I am back and will continue my class analysis

FROM today, I resume my newspaper column that I started since 1988; first with the Stabroek News. In these offerings, I will continue with what I have being doing since I started penning academic analyses after my graduation from UG in 1978, that is, to look at social phenomena using class analysis.

I had my introduction to class analysis when I was 16 years old after I worked in the Michael Forde Bookshop of the PPP at the bottom flat of Freedom House. There, I would read an immense amount of Marxist literature. The emphasis on class structure in the analysis of social life has no substitute.

The world should be grateful to Karl Marx for his contribution to the employment of class analysis in understanding social life although he was not the first. In ancient Greek society, many philosophers had expounded on class structure in understanding how society works.

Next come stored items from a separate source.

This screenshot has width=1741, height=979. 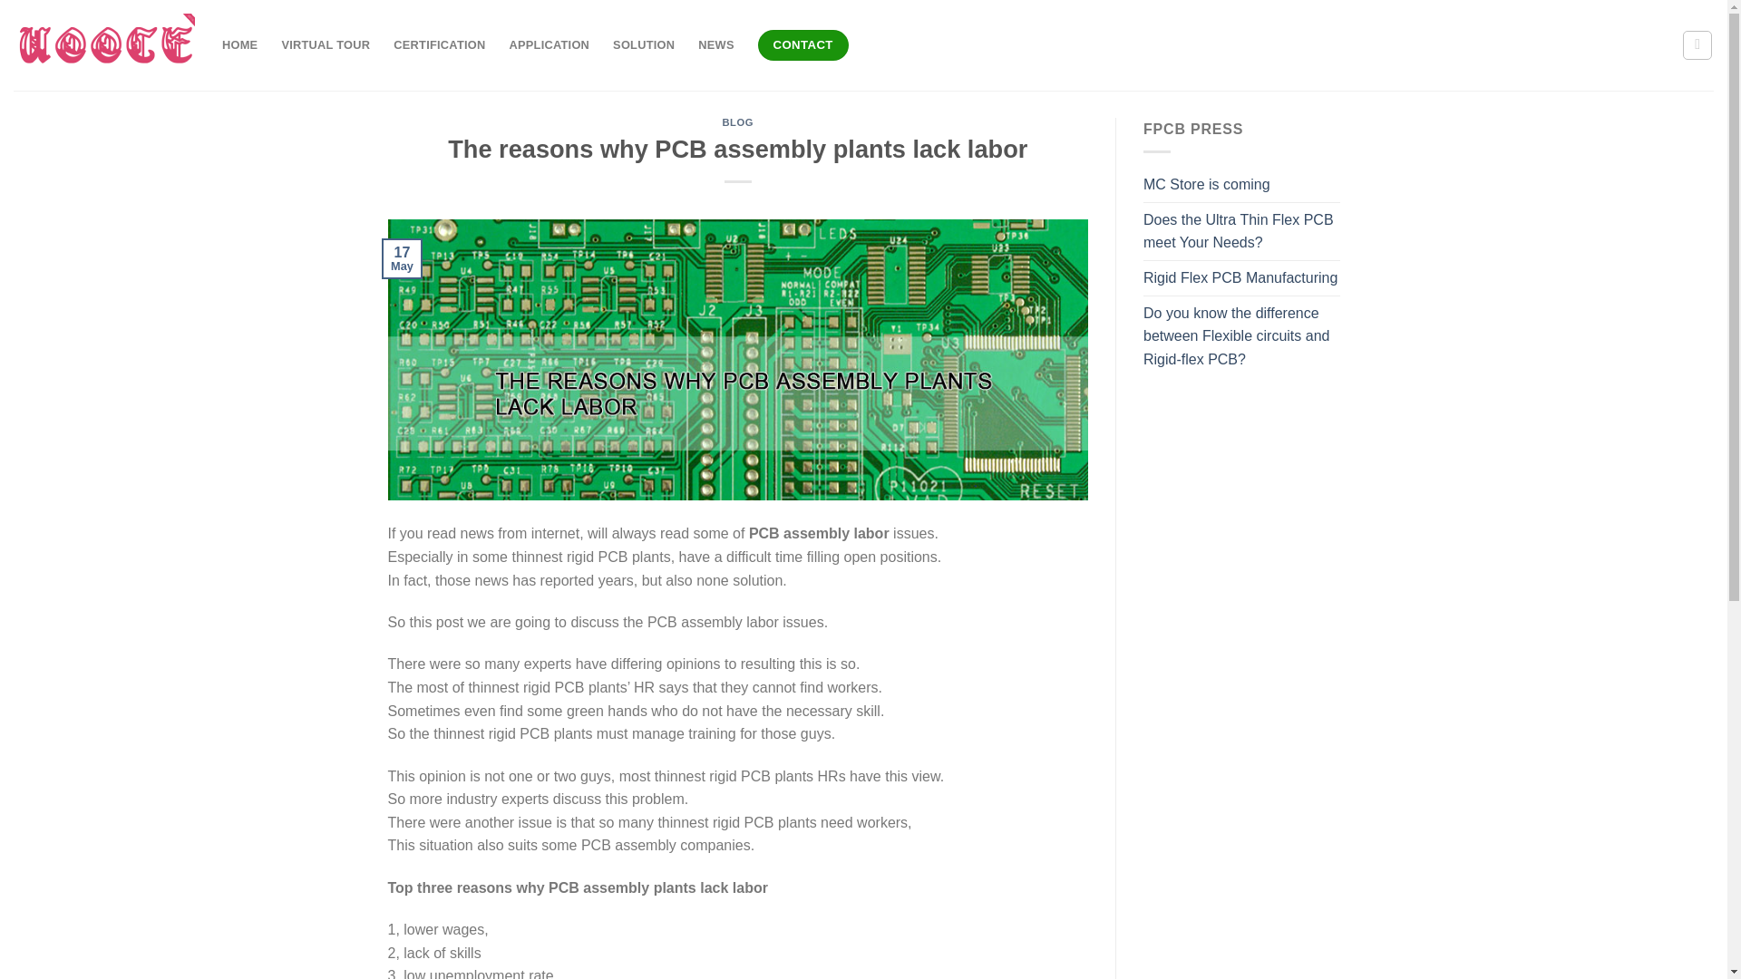 What do you see at coordinates (1241, 278) in the screenshot?
I see `Rigid Flex PCB Manufacturing` at bounding box center [1241, 278].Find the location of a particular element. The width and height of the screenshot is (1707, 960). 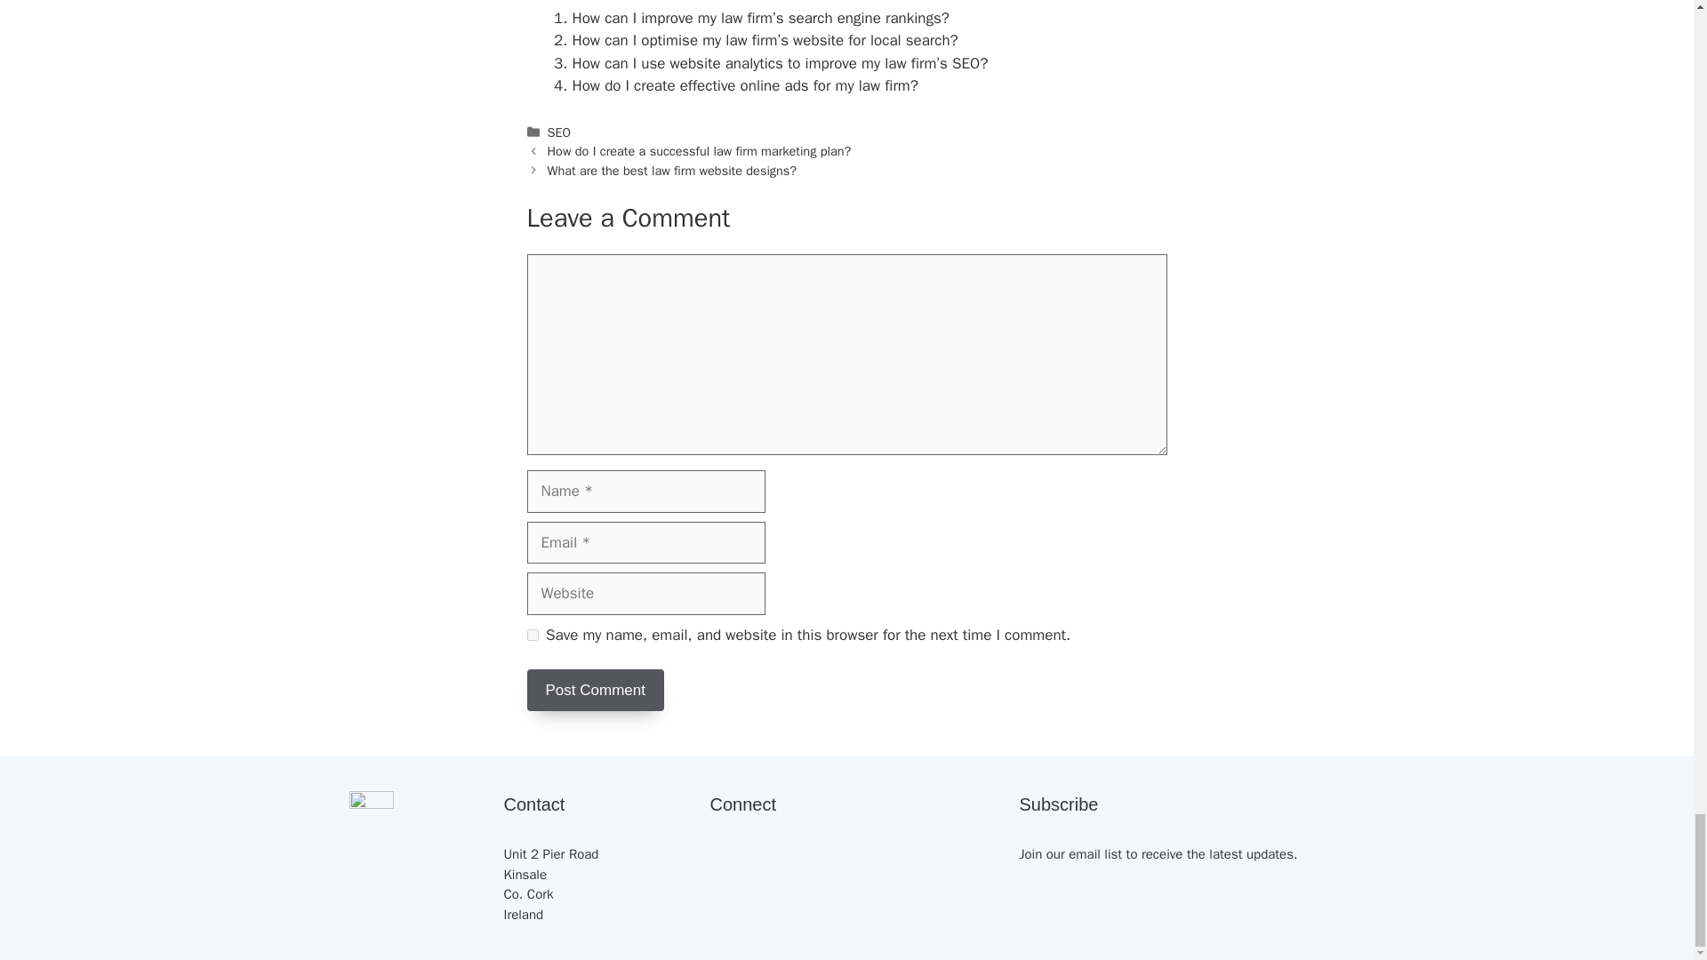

While a student at UG, I was introduced to a school of professors who were influential in the study of society through class analysis, two of which stand out, Perry Mars (deceased) and Clive Thomas. It is with extreme sadness that I write about Professor Thomas’ abandonment of class analysis.

Today, in Guyana and especially since the five months of election rigging in 2020, there is a complete lack of class analysis in understanding Guyana and its critics. No one uses class analysis today and it is damaging to the accumulation of knowledge in this country.

The crystallization of class demands and class antagonism from the mulatto/Creole middle class (MCC) in Guyana since 2020 parallels British Guiana in the 1940s. I read an opinion by a well-known letter-writer in the newspapers last week in which he titled his missive, “There are strange forces trying to stop Guyana’s oil development.”

There is nothing strange about life. According to the official philosopher of the Holy Roman Empire, Saint Aquinas, everything in life has an explanation. He is right. There are no strange forces in Guyana trying to remove the oil industry. There are class forces trying to remove both the government and the oil income.

What follows below are brief notes on this class force. An elaboration will be carried in the column tomorrow. The MCC under European colonial rule in the entire group of West Indian islands was favoured by the colonial administration because of skin complexion, religion and adaptation of western culture.

In Guyana, this class encountered a problem what no other stratum had to cope with in the West Indies, not even in Trinidad – the Indian indentured people. The Indians were shown incredible contempt and viewed as below civilisation. Even Critchlow argued against them being given the franchise.

A gargantuan resistance was put up by the MCC when Cheddi Jagan and others began to organise the Indians politically. The MCC was not so much concerned with the birth of the East Indian Association and the sugar industry union but it was Jagan and Indian political awakening that invoked paranoid thoughts among the MCC.

The MCC formed its own party under John Carter, a big shot lawyer, named the National Democratic Party (NDP). The League of Coloured People was the fulcrum on which the NDP rested. The MCC was not enarmoured with the birth of the PNC under Burnham because that party had more dark-skinned Africans and organised among working class Africans.

The MCC saw in the PNC a natural ally for three reasons – the PNC had the numbers that the NDP lacked, the PNC membership was African after all so there was a natural tendency to dialogue with them, and thirdly, the MCC felt it could use the PNC in its quest to guillotine the PPP’s expansion thus preventing the growth of Indian political consciousness.

It should be noted that there was a congenital defect in the alliance between the MCC and Forbes Burnham. Burnham knew that MCC personalities were culturally contemptuous of dark-skinned Africans and also would manoeuvre the NDP into positions in the hierarchy of the PNC.

Burnham knew this because he saw how the MCC conspired to put its class members in the hierarchy of the PPP through the presence of Martin Carter, his brother Keith and Rory Westmas – all of mulatto extraction with natural embodiment of western culture.

A point never made in the historiography of Guyana is that although Burnham assigned Martin Carter a ministry in his post 1968 government, Burnham did not trust Carter, seeing him a stooge for western cultural traditions. Carter who professed to be a Stalinist in fact was the favourite politician of the colonial plutocracy and the colonial administration. To be continued tomorrow where I will take the analysis of the MCC right into 2023.